Kareem Rahma, host of the social media SubwayTakes video series, filmed a version of his show in which the ‘take’ was that the new Google earbuds are great. For fitness, Google brought in Cody Rigsby, one of those Peloton instructors who have gained a cult following.
Another basketball star, Stephen Curry of the Golden State Warriors, was on video selling Google’s new AI performance coach. Oh, and the Jonas Brothers were paid to use Pixel to record their latest music video (you can tell).
Also Read: Inside India’s dual AI playbook: Fine-tuning Google, building its own
Celebrity endorsements are nothing new, of course, and you might even say that many of those involved aren’t all that famous, at least not to you (or me, frankly).
But then that’s not how celebrity works these days. You can no longer sign up a couple of megastars, have them drink Pepsi and get into most homes in the world. The goal for Google’s AI marketing team, indeed any marketing team, is to dive into online interest communities, some extremely niche, to flog AI. You would be hard-pressed to speak to more demographics than Google did with this event.
The problem with all these cameos, of course, is authenticity, or lack thereof. Few will truly think that Steph Curry is turning to Google for help to become a better basketball player. And you certainly can’t convince me that the SubwayTakes guy genuinely thinks Google’s earbuds, which require you to flick your head up like a nervous tick to answer a call, are in any way cool. Show me the next picture of Jimmy Fallon looking at his smartphone, and I’ll bet you it’s an iPhone. (Tim Cook was invited on to Fallon’s real talk show.)

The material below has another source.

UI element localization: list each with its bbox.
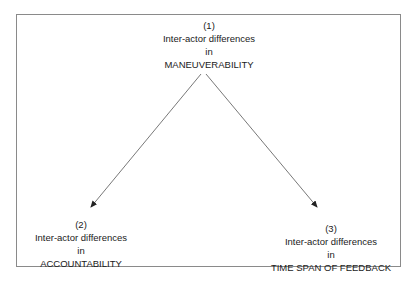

Watching the lineup at Google’s event, I was reminded of that infamous 2013 tweet from singer Alicia Keys, who had just been announced as BlackBerry’s “global creative director." Under her post promoting the company were the words: “Sent using Twitter for iPhone."
Influencer audiences have only become smarter since then: They know when their favourite creators are being sincere and when they’re just paying the bills. Still, as I write this, the views for Google’s launch on YouTube were at 5 million. That, and the press that follows, may be money well spent.
The needle could move, and Google’s AI features might reach a new and important audience. Or perhaps consumers will see it as yet more evidence of the seemingly unlimited budget for pushing AI onto them as quickly as possible, using every trick in the book. ©Bloomberg
The author is Bloomberg Opinion's US technology columnist.